WASHINGTON, D.C. - DOE officials highlighted major EM accomplishments and said they’re “reinvigorating a completion mindset" as they tackle cleanup and enable enduring site missions during addresses at the Energy Communities Alliance’s annual conference last week.
“We’re laser-focused on getting things done," DOE Under Secretary for Science Paul Dabbar said after noting the Department’s emphasis on removing roadblocks to success in projects such as the Waste Treatment and Immobilization Plant at the Hanford Site.
The conference’s theme was “Securing Progress at DOE." ECA is the only non-profit, membership organization of local governments adjacent to or impacted by DOE activities. Members share information, establish policy positions, and promote community interests to address an increasingly complex set of constituent, environmental, regulatory, and economic development needs.
Among EM achievements, Dabbar highlighted advancements in Hanford’s Direct-Feed Low-Activity Waste approach and noted that workers completed waste retrieval activities at the last tank at the site’s C Tank Farm.
“These are very positive accomplishments that we feel great about," he said.
Dabbar discussed the Department’s efforts to ensure opportunities for businesses of all sizes, enable public-private partnerships, and advance EM’s cleanup.
“We want to move things forward. We want to identify where things were a challenge in the past and figure it out together," he said. “Everyone’s on the same page. Everyone wants to get risk reduction done."
Mark Gilbertson, Associate Principal Deputy Assistant Secretary for Regulatory and Policy Affairs, noted the support for EM's cleanup from the EM National Laboratory Network, a cadre of labs that includes the Savannah River National Laboratory.
“We want to enable laboratories to continue to put good ideas on the table to solve those problems at individual sites," he said. “Things the sites can do and communities can do to encourage the development of lab-enduring missions are important."
Gilbertson discussed how EM is working to improve its contracting process, reviewing waste classifications to ensure safe waste disposal, and updating packaging and transportation measures.
EM completed 7,700 shipments of hazardous materials over more than 2.6 million miles with no U.S. Department of Transportation recordable accidents in fiscal year 2017.
“That’s a pretty good record. We don’t stand on our laurels, and we want to be diligent and vigilant as we move forward," Gilbertson said. “It’s a very important part of our program overall."
Kirk Lachman, EM Deputy Chief for Field Operations, said EM is focused on risk reduction across the complex. He pointed to progress at several sites, including:
* Los Alamos National Laboratory, where workers safely completed the treatment of nitrate salt drums. “That was a great, fantastic effort by the folks at Los Alamos. The team there worked together - headquarters, field feds, and contractors," Lachman said.
* Portsmouth/Paducah Project Office, which successfully set the stage for the transfer of 80 acres of land to the Southern Ohio Diversification Initiative, led robotics development to improve worker safety and health, continued major deactivation work, and optimized groundwater monitoring and treatment systems.
* Waste Isolation Pilot Plant (WIPP), which has received over 12,100 shipments of transuranic waste for safe, permanent disposal. “I don’t have to tell you how important WIPP is to the complex," Lachman said. “It is vital that we invest in WIPP and keep the cleanup mission going by keeping that facility operational and improving."
* Oak Ridge Office of EM, which broke ground last year on the Mercury Treatment Facility to carry out cleanup at the Y-12 National Security Complex.
* Savannah River Site, where crews completed work on a key Saltstone Disposal Unit and replaced the melter at the Defense Waste Processing Facility.
* Hanford, where crews completed cleanup at the 618-10 burial ground, disposing 500,000 tons of contaminated soil and debris in an onsite engineered landfill - a “staggering statistic," Lachman said.
“As these individual successes accumulate year after year, we build the momentum to clean this complex up," Lachman added.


(What is expected) Copy out every line of the listing in which "label" appears.

[Opening Dataset content section]

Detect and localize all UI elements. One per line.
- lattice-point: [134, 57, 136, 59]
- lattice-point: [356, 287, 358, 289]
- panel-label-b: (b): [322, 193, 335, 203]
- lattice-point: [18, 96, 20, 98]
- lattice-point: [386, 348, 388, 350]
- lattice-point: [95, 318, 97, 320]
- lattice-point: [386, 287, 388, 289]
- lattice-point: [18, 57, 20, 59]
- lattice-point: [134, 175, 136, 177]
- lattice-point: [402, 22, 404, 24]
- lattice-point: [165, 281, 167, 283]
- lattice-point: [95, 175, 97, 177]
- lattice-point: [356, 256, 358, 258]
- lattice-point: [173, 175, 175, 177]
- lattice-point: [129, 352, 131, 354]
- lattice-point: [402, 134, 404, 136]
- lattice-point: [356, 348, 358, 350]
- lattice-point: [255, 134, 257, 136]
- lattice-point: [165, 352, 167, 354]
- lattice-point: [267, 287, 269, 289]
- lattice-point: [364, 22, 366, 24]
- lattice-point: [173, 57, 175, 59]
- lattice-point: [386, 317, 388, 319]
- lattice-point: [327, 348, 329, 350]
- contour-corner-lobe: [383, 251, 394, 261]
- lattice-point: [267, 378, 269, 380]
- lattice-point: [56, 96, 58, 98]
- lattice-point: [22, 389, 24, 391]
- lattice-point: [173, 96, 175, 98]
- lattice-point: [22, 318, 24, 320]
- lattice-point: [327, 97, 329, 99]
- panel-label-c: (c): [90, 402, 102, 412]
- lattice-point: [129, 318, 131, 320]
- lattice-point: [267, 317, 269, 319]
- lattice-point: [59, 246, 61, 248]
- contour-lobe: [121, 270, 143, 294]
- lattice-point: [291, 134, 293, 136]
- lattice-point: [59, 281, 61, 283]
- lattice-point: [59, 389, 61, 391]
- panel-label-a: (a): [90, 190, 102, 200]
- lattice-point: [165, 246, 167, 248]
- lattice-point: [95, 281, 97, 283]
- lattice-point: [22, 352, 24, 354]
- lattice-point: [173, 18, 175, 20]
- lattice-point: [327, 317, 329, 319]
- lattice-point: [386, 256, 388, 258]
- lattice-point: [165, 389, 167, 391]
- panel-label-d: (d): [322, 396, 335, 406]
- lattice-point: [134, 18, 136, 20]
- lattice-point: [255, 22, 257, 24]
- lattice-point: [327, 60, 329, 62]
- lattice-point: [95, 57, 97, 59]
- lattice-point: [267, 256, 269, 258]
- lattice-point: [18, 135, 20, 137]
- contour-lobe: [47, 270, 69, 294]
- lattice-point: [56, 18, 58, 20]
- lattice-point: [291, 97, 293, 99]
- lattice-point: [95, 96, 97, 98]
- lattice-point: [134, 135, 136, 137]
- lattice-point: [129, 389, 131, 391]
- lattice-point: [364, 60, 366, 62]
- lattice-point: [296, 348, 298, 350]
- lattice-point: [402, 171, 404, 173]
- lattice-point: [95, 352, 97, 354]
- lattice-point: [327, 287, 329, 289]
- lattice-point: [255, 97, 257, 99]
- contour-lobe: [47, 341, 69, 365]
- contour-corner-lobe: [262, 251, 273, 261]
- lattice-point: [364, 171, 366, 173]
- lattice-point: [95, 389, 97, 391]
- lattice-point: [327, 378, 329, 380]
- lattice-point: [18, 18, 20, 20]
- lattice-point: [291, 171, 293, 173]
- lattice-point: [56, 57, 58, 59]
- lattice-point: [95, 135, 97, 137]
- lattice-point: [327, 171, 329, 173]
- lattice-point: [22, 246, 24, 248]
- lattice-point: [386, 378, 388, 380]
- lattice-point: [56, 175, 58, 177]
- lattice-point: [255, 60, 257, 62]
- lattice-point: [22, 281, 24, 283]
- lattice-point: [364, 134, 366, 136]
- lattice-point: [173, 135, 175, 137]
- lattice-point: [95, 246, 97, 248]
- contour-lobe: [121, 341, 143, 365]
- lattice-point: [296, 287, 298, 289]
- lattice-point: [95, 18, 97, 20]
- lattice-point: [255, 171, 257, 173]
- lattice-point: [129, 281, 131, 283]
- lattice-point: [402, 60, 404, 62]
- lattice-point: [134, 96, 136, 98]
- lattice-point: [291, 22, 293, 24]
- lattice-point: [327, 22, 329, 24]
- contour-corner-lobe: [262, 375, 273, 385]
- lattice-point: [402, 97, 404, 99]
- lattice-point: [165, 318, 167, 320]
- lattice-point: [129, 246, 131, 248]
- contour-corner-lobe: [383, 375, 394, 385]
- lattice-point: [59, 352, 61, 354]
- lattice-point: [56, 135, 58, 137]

[Closing Dataset content section]

(Output)
- panel-label-b: (b): [322, 193, 335, 203]
- panel-label-c: (c): [90, 402, 102, 412]
- panel-label-a: (a): [90, 190, 102, 200]
- panel-label-d: (d): [322, 396, 335, 406]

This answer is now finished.